By Laura Lance
September 7, 2025
For anyone who might have traveled within a mile of USCA in late August on either Trolley Line Road or the Robert M. Bell Parkway and was hit with an unbearable, foul odor of something rotten, that was the smell of a pond and wetland habitat behind the Convocation Center. The pond and nearby vegetation had recently been plowed under and covered over by massive earth-moving equipment. The myriad frogs, toads, turtles, snakes and wetland plants that called the pond home were smothered into an anaerobic stew of death, creating a stench so powerful that it could be smelled a mile away.
So what kind of pond was this? Why was it there? How long had it been there?
Long enough to draw a diverse community of flora and fauna. My granddaughter spent many hours this summer visiting the pond and the nearby longleaf forest, whose paths she’s been exploring since she was eight.

ABOVE: A familiar path through the nearby longleaf forest in 2017.
BELOW: A patch of woods destroyed above the pond earlier this summer.

Over the summer, she watched as the cattails emerged from the boggy margin on the north end of the pond. She watched as the tadpoles grew into toads and into the large frogs who poked their heads above the water and watched her as she explored along the shore. She observed the day-to-day economies of the numerous birds, reptiles, amphibians, wetland plants, spiders and insects that relied on this serendipitous little ecosystem — an incidental pond formed, perhaps, during an earlier phase of development on this landscape.
My granddaughter’s primary interest was in studying the harvester ants who have likely always occupied this land, and have occupied her interest since the age of four. She already understood their days were numbered. She’d already witnessed acre after acre of longleaf forest and its native inhabitants destroyed along the Trolleyline corridor in recent years. All the more urgency to study them and appreciate these native communities before the developer’s maw rolled in to consume them.


ABOVE: The harvester ants carrying a few of the seeds (millet, sunflower and staghorn sumac) that were brought to them to learn more about their preferences.
From a legal standpoint, there were probably no laws broken — or, at least, no laws that anyone would be inclined to enforce. It is illegal, for instance, to kill snakes on public property in South Carolina without a permit. Perhaps the killing was permitted, but even if it weren’t, it’d take a team of lawyers and activists to produce the evidence and enforce the $200 fine for breaking that law.
It would have been likewise illegal for the driver of the earth-moving machinery to hop into a car and transport one of those frogs across the state line for sale in Augusta — but not against the law to plow under and bury alive an entire community of snakes, turtles, frogs, toads, lizards, ants, catails and numerous other wetland plants.




A sampling of the daily animal tracks left in the sandy path near the pond.
My point here is not about laws, but about the ethics. My granddaughter well understands the pragmatics of land use; she understands how most of Aiken County’s “undeveloped” lands are but a breath away from becoming “developed” lands, their trees and sometimes extraordinary understory habitats destroyed by one fell swoop after another. She was well aware that the clock was ticking for this pond and its inhabitants. What she wasn’t prepared for was the violent end they’d meet.
From an ethical standpoint, this was wrong. It was just as wrong as it would be to toss gunny sacks full of puppies or box turtles into a pond. I am not here to say how the situation at the pond off Trolleyline should have been handled; only to state that it was grossly wrong and to hope that —- since there are apparently no laws against displacing and sometimes killing wildlife in the course of development — by putting these words to paper, it might foster a greater consciousness toward the ethics of our relationships with the natural world.


The pond, before and after.
Correction: The last paragraph has been edited to say “displacing and sometimes killing wildlife in the course of development.”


_Assignment_
Identify each line in the records below that contains the word "Track", and copy it.

Stored dataset items
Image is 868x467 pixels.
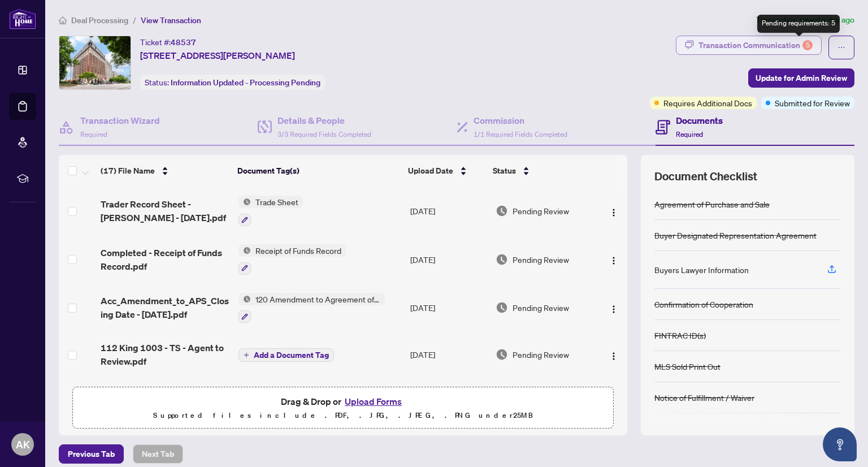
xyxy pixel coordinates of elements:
[756,14,855,27] article: Transaction saved a day ago
[493,165,516,177] span: Status
[655,298,754,311] div: Confirmation of Cooperation
[748,68,855,87] button: Update for Admin Review
[676,130,703,139] span: Required
[133,444,183,463] button: Next Tab
[59,444,123,463] button: Previous Tab
[71,15,128,25] span: Deal Processing
[96,155,233,186] th: (17) File Name
[655,391,755,403] div: Notice of Fulfillment / Waiver
[238,348,334,362] button: Add a Document Tag
[100,197,229,225] span: Trader Record Sheet - [PERSON_NAME] - [DATE].pdf
[496,205,508,217] img: Document Status
[81,130,107,139] span: Required
[251,293,385,305] span: 120 Amendment to Agreement of Purchase and Sale
[238,244,251,257] img: Status Icon
[59,16,67,25] span: home
[9,8,36,29] img: logo
[758,15,840,33] div: Pending requirements: 5
[238,244,346,275] button: Status IconReceipt of Funds Record
[488,155,594,186] th: Status
[655,198,770,210] div: Agreement of Purchase and Sale
[699,36,813,54] div: Transaction Communication
[251,196,303,208] span: Trade Sheet
[238,293,251,305] img: Status Icon
[663,97,752,109] span: Requires Additional Docs
[281,394,406,409] span: Drag & Drop or
[610,304,618,314] img: Logo
[341,394,406,409] button: Upload Forms
[140,48,295,62] span: [STREET_ADDRESS][PERSON_NAME]
[73,387,613,429] span: Drag & Drop orUpload FormsSupported files include .PDF, .JPG, .JPEG, .PNG under25MB
[496,301,508,314] img: Document Status
[171,38,196,48] span: 48537
[133,14,136,27] li: /
[16,436,30,452] span: AK
[408,165,453,177] span: Upload Date
[100,294,229,321] span: Acc_Amendment_to_APS_Closing Date - [DATE].pdf
[100,341,229,368] span: 112 King 1003 - TS - Agent to Review.pdf
[474,113,567,127] h4: Commission
[406,186,492,235] td: [DATE]
[238,347,334,362] button: Add a Document Tag
[655,169,758,184] span: Document Checklist
[251,244,346,257] span: Receipt of Funds Record
[406,332,492,377] td: [DATE]
[140,35,196,48] div: Ticket #:
[406,235,492,284] td: [DATE]
[81,113,160,127] h4: Transaction Wizard
[233,155,404,186] th: Document Tag(s)
[610,208,618,217] img: Logo
[756,69,847,87] span: Update for Admin Review
[406,284,492,332] td: [DATE]
[513,301,569,314] span: Pending Review
[513,348,569,360] span: Pending Review
[59,36,130,89] img: IMG-X12314212_1.jpg
[278,113,371,127] h4: Details & People
[655,264,749,276] div: Buyers Lawyer Information
[244,352,249,358] span: plus
[403,155,488,186] th: Upload Date
[140,74,325,90] div: Status:
[605,251,623,268] button: Logo
[100,246,229,273] span: Completed - Receipt of Funds Record.pdf
[474,130,567,139] span: 1/1 Required Fields Completed
[238,196,303,226] button: Status IconTrade Sheet
[496,253,508,265] img: Document Status
[823,427,857,462] button: Open asap
[496,348,508,360] img: Document Status
[513,205,569,217] span: Pending Review
[605,298,623,317] button: Logo
[100,165,155,177] span: (17) File Name
[837,44,846,51] span: ellipsis
[605,202,623,220] button: Logo
[610,352,618,360] img: Logo
[803,40,813,51] div: 5
[278,130,371,139] span: 3/3 Required Fields Completed
[171,77,321,87] span: Information Updated - Processing Pending
[67,445,115,463] span: Previous Tab
[676,35,822,55] button: Transaction Communication5
[655,229,817,242] div: Buyer Designated Representation Agreement
[238,293,385,324] button: Status Icon120 Amendment to Agreement of Purchase and Sale
[513,253,569,265] span: Pending Review
[775,97,850,109] span: Submitted for Review
[610,256,618,265] img: Logo
[254,351,329,359] span: Add a Document Tag
[605,345,623,363] button: Logo
[655,329,706,341] div: FINTRAC ID(s)
[406,377,492,426] td: [DATE]
[141,15,201,25] span: View Transaction
[655,360,721,373] div: MLS Sold Print Out
[80,409,607,423] p: Supported files include .PDF, .JPG, .JPEG, .PNG under 25 MB
[676,113,723,127] h4: Documents
[238,196,251,208] img: Status Icon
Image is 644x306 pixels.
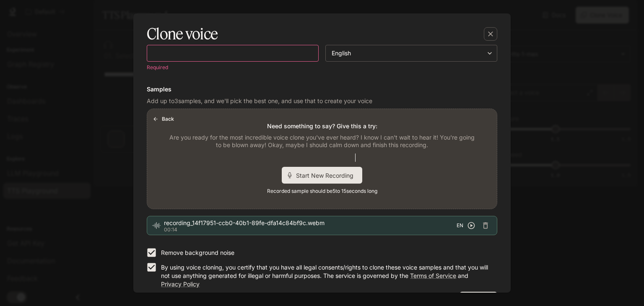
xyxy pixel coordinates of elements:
[161,248,235,257] p: Remove background noise
[267,187,377,195] span: Recorded sample should be 5 to 15 seconds long
[147,85,497,94] h6: Samples
[151,112,178,126] button: Back
[457,221,463,230] span: EN
[147,97,497,105] p: Add up to 3 samples, and we'll pick the best one, and use that to create your voice
[410,272,456,279] a: Terms of Service
[267,122,377,130] p: Need something to say? Give this a try:
[161,280,200,287] a: Privacy Policy
[332,49,483,58] div: English
[164,219,457,227] span: recording_14f17951-ccb0-40b1-89fe-dfa14c84bf9c.webm
[164,227,457,232] p: 00:14
[325,49,497,58] div: English
[282,167,362,183] div: Start New Recording
[147,23,218,44] h5: Clone voice
[161,263,490,288] p: By using voice cloning, you certify that you have all legal consents/rights to clone these voice ...
[296,171,359,180] span: Start New Recording
[147,63,313,72] p: Required
[167,134,477,148] p: Are you ready for the most incredible voice clone you've ever heard? I know I can't wait to hear ...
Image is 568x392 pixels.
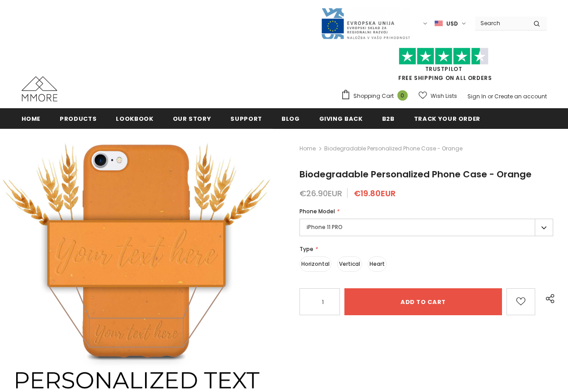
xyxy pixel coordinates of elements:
[425,65,463,73] a: Trustpilot
[281,108,300,129] a: Blog
[344,289,502,316] input: Add to cart
[299,256,332,272] label: Horizontal
[337,256,362,272] label: Vertical
[116,108,153,129] a: Lookbook
[475,16,527,30] input: Search Site
[116,114,153,123] span: Lookbook
[59,114,96,123] span: Products
[299,188,342,199] span: €26.90EUR
[173,114,211,123] span: Our Story
[299,245,314,253] span: Type
[397,90,408,101] span: 0
[368,256,386,272] label: Heart
[173,108,211,129] a: Our Story
[447,19,458,28] span: USD
[430,92,457,101] span: Wish Lists
[414,108,481,129] a: Track your order
[467,93,486,100] a: Sign In
[299,168,532,181] span: Biodegradable Personalized Phone Case - Orange
[319,114,363,123] span: Giving back
[382,108,395,129] a: B2B
[353,92,394,101] span: Shopping Cart
[324,143,463,154] span: Biodegradable Personalized Phone Case - Orange
[494,93,546,100] a: Create an account
[59,108,96,129] a: Products
[230,108,262,129] a: support
[399,48,489,65] img: Trust Pilot Stars
[299,218,553,236] label: iPhone 11 PRO
[354,188,395,199] span: €19.80EUR
[299,208,335,215] span: Phone Model
[488,93,493,100] span: or
[321,19,411,27] a: Javni Razpis
[414,114,481,123] span: Track your order
[22,114,40,123] span: Home
[341,51,546,82] span: FREE SHIPPING ON ALL ORDERS
[341,89,413,102] a: Shopping Cart 0
[281,114,300,123] span: Blog
[435,20,443,27] img: USD
[382,114,395,123] span: B2B
[299,143,315,154] a: Home
[319,108,363,129] a: Giving back
[22,108,40,129] a: Home
[321,7,411,40] img: Javni Razpis
[22,76,58,102] img: MMORE Cases
[419,88,457,103] a: Wish Lists
[230,114,262,123] span: support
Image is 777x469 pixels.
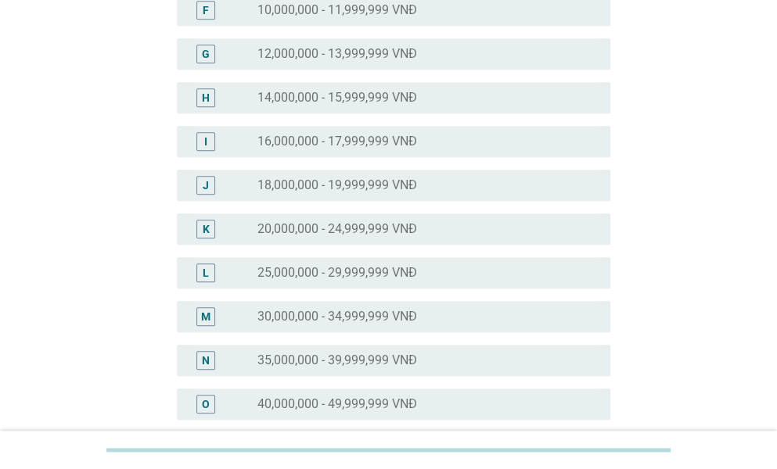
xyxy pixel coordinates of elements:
label: 30,000,000 - 34,999,999 VNĐ [257,309,417,325]
div: I [204,133,207,149]
label: 10,000,000 - 11,999,999 VNĐ [257,2,417,18]
label: 16,000,000 - 17,999,999 VNĐ [257,134,417,149]
label: 40,000,000 - 49,999,999 VNĐ [257,397,417,412]
div: H [202,89,210,106]
div: N [202,352,210,368]
div: J [203,177,209,193]
div: L [203,264,209,281]
label: 18,000,000 - 19,999,999 VNĐ [257,178,417,193]
label: 20,000,000 - 24,999,999 VNĐ [257,221,417,237]
div: M [201,308,210,325]
div: G [202,45,210,62]
div: F [203,2,209,18]
label: 35,000,000 - 39,999,999 VNĐ [257,353,417,368]
div: K [203,221,210,237]
label: 14,000,000 - 15,999,999 VNĐ [257,90,417,106]
label: 25,000,000 - 29,999,999 VNĐ [257,265,417,281]
div: O [202,396,210,412]
label: 12,000,000 - 13,999,999 VNĐ [257,46,417,62]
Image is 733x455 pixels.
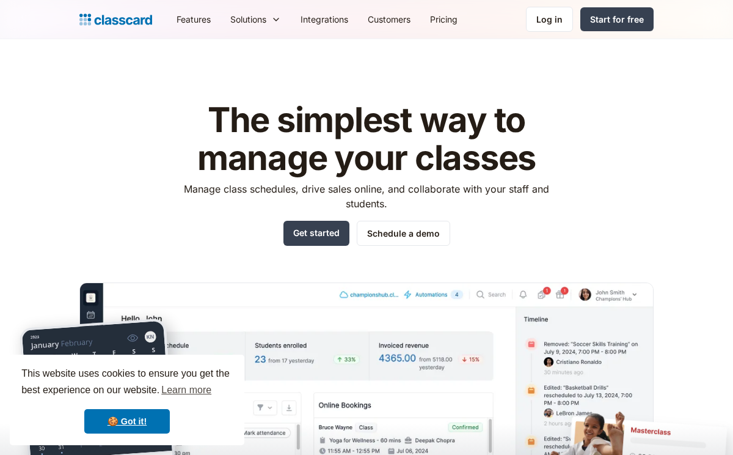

_Output for this task_
[414,108,481,129] a: Track your order
[414,114,481,123] span: Track your order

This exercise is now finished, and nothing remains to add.